### Problem to solve
From the first line to the last, return the material exactly.
# # # #
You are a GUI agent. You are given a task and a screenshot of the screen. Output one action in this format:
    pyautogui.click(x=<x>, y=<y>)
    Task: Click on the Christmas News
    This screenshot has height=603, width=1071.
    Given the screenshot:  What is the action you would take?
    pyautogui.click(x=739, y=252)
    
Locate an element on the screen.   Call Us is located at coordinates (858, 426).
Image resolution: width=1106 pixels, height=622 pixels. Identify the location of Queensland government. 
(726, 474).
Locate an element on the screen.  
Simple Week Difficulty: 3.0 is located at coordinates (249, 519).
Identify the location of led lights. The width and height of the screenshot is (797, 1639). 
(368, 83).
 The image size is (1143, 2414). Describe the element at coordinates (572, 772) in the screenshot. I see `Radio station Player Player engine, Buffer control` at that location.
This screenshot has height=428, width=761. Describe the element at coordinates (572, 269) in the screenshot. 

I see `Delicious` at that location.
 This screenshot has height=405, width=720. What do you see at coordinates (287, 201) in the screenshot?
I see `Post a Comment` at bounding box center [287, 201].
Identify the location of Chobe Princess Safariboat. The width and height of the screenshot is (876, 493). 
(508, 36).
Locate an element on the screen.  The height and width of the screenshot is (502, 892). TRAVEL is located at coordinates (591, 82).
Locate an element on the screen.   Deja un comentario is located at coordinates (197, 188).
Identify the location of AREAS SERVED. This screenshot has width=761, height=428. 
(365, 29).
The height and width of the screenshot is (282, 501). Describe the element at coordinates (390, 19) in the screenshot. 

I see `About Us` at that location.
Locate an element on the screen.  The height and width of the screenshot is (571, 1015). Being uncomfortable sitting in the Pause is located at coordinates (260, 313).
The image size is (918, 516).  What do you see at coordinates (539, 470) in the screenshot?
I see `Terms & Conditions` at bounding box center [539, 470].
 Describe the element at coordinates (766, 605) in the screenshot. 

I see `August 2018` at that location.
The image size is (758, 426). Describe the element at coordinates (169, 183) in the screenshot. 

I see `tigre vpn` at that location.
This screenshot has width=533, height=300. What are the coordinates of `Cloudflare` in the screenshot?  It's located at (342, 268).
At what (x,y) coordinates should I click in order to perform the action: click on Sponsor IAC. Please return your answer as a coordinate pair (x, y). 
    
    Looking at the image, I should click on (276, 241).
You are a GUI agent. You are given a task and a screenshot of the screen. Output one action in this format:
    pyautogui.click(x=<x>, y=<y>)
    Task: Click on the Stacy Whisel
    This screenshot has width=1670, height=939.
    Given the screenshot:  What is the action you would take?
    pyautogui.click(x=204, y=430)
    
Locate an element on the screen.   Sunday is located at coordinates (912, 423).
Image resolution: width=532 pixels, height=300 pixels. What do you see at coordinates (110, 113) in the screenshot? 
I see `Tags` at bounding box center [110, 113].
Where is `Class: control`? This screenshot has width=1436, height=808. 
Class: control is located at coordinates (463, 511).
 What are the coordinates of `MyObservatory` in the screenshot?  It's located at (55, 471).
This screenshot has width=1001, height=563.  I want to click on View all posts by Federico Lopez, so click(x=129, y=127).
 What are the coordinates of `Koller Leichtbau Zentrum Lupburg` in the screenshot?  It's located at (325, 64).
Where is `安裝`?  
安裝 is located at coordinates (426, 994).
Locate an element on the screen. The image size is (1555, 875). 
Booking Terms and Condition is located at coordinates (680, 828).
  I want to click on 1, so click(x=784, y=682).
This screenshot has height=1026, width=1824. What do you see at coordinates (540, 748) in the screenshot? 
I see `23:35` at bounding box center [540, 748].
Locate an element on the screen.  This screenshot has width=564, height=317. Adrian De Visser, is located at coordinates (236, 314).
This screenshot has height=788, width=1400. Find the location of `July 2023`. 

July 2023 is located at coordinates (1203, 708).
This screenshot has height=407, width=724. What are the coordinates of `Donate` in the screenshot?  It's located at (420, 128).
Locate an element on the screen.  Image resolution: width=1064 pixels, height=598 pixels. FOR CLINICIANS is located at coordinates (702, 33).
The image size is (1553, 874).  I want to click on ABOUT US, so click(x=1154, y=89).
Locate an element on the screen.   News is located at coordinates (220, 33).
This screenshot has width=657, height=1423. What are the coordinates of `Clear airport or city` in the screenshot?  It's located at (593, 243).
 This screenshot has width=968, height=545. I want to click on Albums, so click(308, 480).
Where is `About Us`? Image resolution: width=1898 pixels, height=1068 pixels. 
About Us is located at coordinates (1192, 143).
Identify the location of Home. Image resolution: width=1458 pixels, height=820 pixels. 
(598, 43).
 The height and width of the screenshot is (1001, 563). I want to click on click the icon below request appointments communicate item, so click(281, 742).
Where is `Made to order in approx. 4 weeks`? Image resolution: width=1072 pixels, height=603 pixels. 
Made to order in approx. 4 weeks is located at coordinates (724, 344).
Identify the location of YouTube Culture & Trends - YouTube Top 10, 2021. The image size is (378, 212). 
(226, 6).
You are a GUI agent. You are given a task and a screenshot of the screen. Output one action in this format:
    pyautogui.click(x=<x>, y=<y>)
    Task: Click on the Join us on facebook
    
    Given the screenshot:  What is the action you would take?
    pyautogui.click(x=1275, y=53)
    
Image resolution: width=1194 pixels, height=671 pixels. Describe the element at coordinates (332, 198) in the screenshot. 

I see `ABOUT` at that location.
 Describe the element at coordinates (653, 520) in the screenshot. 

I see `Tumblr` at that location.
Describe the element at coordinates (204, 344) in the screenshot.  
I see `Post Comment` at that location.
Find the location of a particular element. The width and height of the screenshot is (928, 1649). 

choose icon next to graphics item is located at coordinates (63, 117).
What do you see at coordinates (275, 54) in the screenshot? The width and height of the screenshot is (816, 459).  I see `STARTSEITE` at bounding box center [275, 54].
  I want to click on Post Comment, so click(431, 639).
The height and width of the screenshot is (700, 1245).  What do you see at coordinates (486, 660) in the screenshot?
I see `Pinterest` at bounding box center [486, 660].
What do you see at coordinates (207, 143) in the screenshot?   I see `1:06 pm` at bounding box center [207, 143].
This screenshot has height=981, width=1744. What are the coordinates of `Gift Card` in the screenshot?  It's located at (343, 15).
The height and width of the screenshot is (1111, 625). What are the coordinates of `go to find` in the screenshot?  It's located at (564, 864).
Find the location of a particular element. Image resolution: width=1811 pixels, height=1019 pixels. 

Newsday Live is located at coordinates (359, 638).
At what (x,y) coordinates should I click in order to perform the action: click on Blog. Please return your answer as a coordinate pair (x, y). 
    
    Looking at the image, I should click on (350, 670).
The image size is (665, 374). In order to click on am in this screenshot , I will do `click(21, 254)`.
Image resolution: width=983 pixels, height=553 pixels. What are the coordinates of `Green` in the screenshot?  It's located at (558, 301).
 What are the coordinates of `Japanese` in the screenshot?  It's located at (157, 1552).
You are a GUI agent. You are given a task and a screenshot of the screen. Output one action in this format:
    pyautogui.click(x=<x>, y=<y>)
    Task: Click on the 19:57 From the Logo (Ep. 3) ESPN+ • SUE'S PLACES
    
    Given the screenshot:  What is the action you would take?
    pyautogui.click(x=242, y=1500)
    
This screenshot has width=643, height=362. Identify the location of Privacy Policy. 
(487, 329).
# # # #
### Exercise response
You are a GUI agent. You are given a task and a screenshot of the screen. Output one action in this format:
    pyautogui.click(x=<x>, y=<y>)
    Task: Click on the Christmas News
    This screenshot has height=603, width=1071.
    Given the screenshot:  What is the action you would take?
    pyautogui.click(x=739, y=252)
    
Locate an element on the screen.   Call Us is located at coordinates (858, 426).
Image resolution: width=1106 pixels, height=622 pixels. Identify the location of Queensland government. 
(726, 474).
Locate an element on the screen.  
Simple Week Difficulty: 3.0 is located at coordinates (249, 519).
Identify the location of led lights. The width and height of the screenshot is (797, 1639). 
(368, 83).
 The image size is (1143, 2414). Describe the element at coordinates (572, 772) in the screenshot. I see `Radio station Player Player engine, Buffer control` at that location.
This screenshot has height=428, width=761. Describe the element at coordinates (572, 269) in the screenshot. 

I see `Delicious` at that location.
 This screenshot has height=405, width=720. What do you see at coordinates (287, 201) in the screenshot?
I see `Post a Comment` at bounding box center [287, 201].
Identify the location of Chobe Princess Safariboat. The width and height of the screenshot is (876, 493). 
(508, 36).
Locate an element on the screen.  The height and width of the screenshot is (502, 892). TRAVEL is located at coordinates (591, 82).
Locate an element on the screen.   Deja un comentario is located at coordinates (197, 188).
Identify the location of AREAS SERVED. This screenshot has width=761, height=428. 
(365, 29).
The height and width of the screenshot is (282, 501). Describe the element at coordinates (390, 19) in the screenshot. 

I see `About Us` at that location.
Locate an element on the screen.  The height and width of the screenshot is (571, 1015). Being uncomfortable sitting in the Pause is located at coordinates (260, 313).
The image size is (918, 516).  What do you see at coordinates (539, 470) in the screenshot?
I see `Terms & Conditions` at bounding box center [539, 470].
 Describe the element at coordinates (766, 605) in the screenshot. 

I see `August 2018` at that location.
The image size is (758, 426). Describe the element at coordinates (169, 183) in the screenshot. 

I see `tigre vpn` at that location.
This screenshot has width=533, height=300. What are the coordinates of `Cloudflare` in the screenshot?  It's located at (342, 268).
At what (x,y) coordinates should I click in order to perform the action: click on Sponsor IAC. Please return your answer as a coordinate pair (x, y). 
    
    Looking at the image, I should click on (276, 241).
You are a GUI agent. You are given a task and a screenshot of the screen. Output one action in this format:
    pyautogui.click(x=<x>, y=<y>)
    Task: Click on the Stacy Whisel
    This screenshot has width=1670, height=939.
    Given the screenshot:  What is the action you would take?
    pyautogui.click(x=204, y=430)
    
Locate an element on the screen.   Sunday is located at coordinates (912, 423).
Image resolution: width=532 pixels, height=300 pixels. What do you see at coordinates (110, 113) in the screenshot? 
I see `Tags` at bounding box center [110, 113].
Where is `Class: control`? This screenshot has width=1436, height=808. 
Class: control is located at coordinates (463, 511).
 What are the coordinates of `MyObservatory` in the screenshot?  It's located at (55, 471).
This screenshot has width=1001, height=563.  I want to click on View all posts by Federico Lopez, so click(x=129, y=127).
 What are the coordinates of `Koller Leichtbau Zentrum Lupburg` in the screenshot?  It's located at (325, 64).
Where is `安裝`?  
安裝 is located at coordinates (426, 994).
Locate an element on the screen. The image size is (1555, 875). 
Booking Terms and Condition is located at coordinates (680, 828).
  I want to click on 1, so click(x=784, y=682).
This screenshot has height=1026, width=1824. What do you see at coordinates (540, 748) in the screenshot? 
I see `23:35` at bounding box center [540, 748].
Locate an element on the screen.  This screenshot has width=564, height=317. Adrian De Visser, is located at coordinates (236, 314).
This screenshot has height=788, width=1400. Find the location of `July 2023`. 

July 2023 is located at coordinates (1203, 708).
This screenshot has height=407, width=724. What are the coordinates of `Donate` in the screenshot?  It's located at (420, 128).
Locate an element on the screen.  Image resolution: width=1064 pixels, height=598 pixels. FOR CLINICIANS is located at coordinates (702, 33).
The image size is (1553, 874).  I want to click on ABOUT US, so click(x=1154, y=89).
Locate an element on the screen.   News is located at coordinates (220, 33).
This screenshot has width=657, height=1423. What are the coordinates of `Clear airport or city` in the screenshot?  It's located at (593, 243).
 This screenshot has width=968, height=545. I want to click on Albums, so click(308, 480).
Where is `About Us`? Image resolution: width=1898 pixels, height=1068 pixels. 
About Us is located at coordinates (1192, 143).
Identify the location of Home. Image resolution: width=1458 pixels, height=820 pixels. 
(598, 43).
 The height and width of the screenshot is (1001, 563). I want to click on click the icon below request appointments communicate item, so click(281, 742).
Where is `Made to order in approx. 4 weeks`? Image resolution: width=1072 pixels, height=603 pixels. 
Made to order in approx. 4 weeks is located at coordinates (724, 344).
Identify the location of YouTube Culture & Trends - YouTube Top 10, 2021. The image size is (378, 212). 
(226, 6).
You are a GUI agent. You are given a task and a screenshot of the screen. Output one action in this format:
    pyautogui.click(x=<x>, y=<y>)
    Task: Click on the Join us on facebook
    
    Given the screenshot:  What is the action you would take?
    pyautogui.click(x=1275, y=53)
    
Image resolution: width=1194 pixels, height=671 pixels. Describe the element at coordinates (332, 198) in the screenshot. 

I see `ABOUT` at that location.
 Describe the element at coordinates (653, 520) in the screenshot. 

I see `Tumblr` at that location.
Describe the element at coordinates (204, 344) in the screenshot.  
I see `Post Comment` at that location.
Find the location of a particular element. The width and height of the screenshot is (928, 1649). 

choose icon next to graphics item is located at coordinates (63, 117).
What do you see at coordinates (275, 54) in the screenshot? The width and height of the screenshot is (816, 459).  I see `STARTSEITE` at bounding box center [275, 54].
  I want to click on Post Comment, so click(431, 639).
The height and width of the screenshot is (700, 1245).  What do you see at coordinates (486, 660) in the screenshot?
I see `Pinterest` at bounding box center [486, 660].
What do you see at coordinates (207, 143) in the screenshot?   I see `1:06 pm` at bounding box center [207, 143].
This screenshot has height=981, width=1744. What are the coordinates of `Gift Card` in the screenshot?  It's located at (343, 15).
The height and width of the screenshot is (1111, 625). What are the coordinates of `go to find` in the screenshot?  It's located at (564, 864).
Find the location of a particular element. Image resolution: width=1811 pixels, height=1019 pixels. 

Newsday Live is located at coordinates (359, 638).
At what (x,y) coordinates should I click in order to perform the action: click on Blog. Please return your answer as a coordinate pair (x, y). 
    
    Looking at the image, I should click on (350, 670).
The image size is (665, 374). In order to click on am in this screenshot , I will do `click(21, 254)`.
Image resolution: width=983 pixels, height=553 pixels. What are the coordinates of `Green` in the screenshot?  It's located at (558, 301).
 What are the coordinates of `Japanese` in the screenshot?  It's located at (157, 1552).
You are a GUI agent. You are given a task and a screenshot of the screen. Output one action in this format:
    pyautogui.click(x=<x>, y=<y>)
    Task: Click on the 19:57 From the Logo (Ep. 3) ESPN+ • SUE'S PLACES
    
    Given the screenshot:  What is the action you would take?
    pyautogui.click(x=242, y=1500)
    
This screenshot has width=643, height=362. Identify the location of Privacy Policy. 
(487, 329).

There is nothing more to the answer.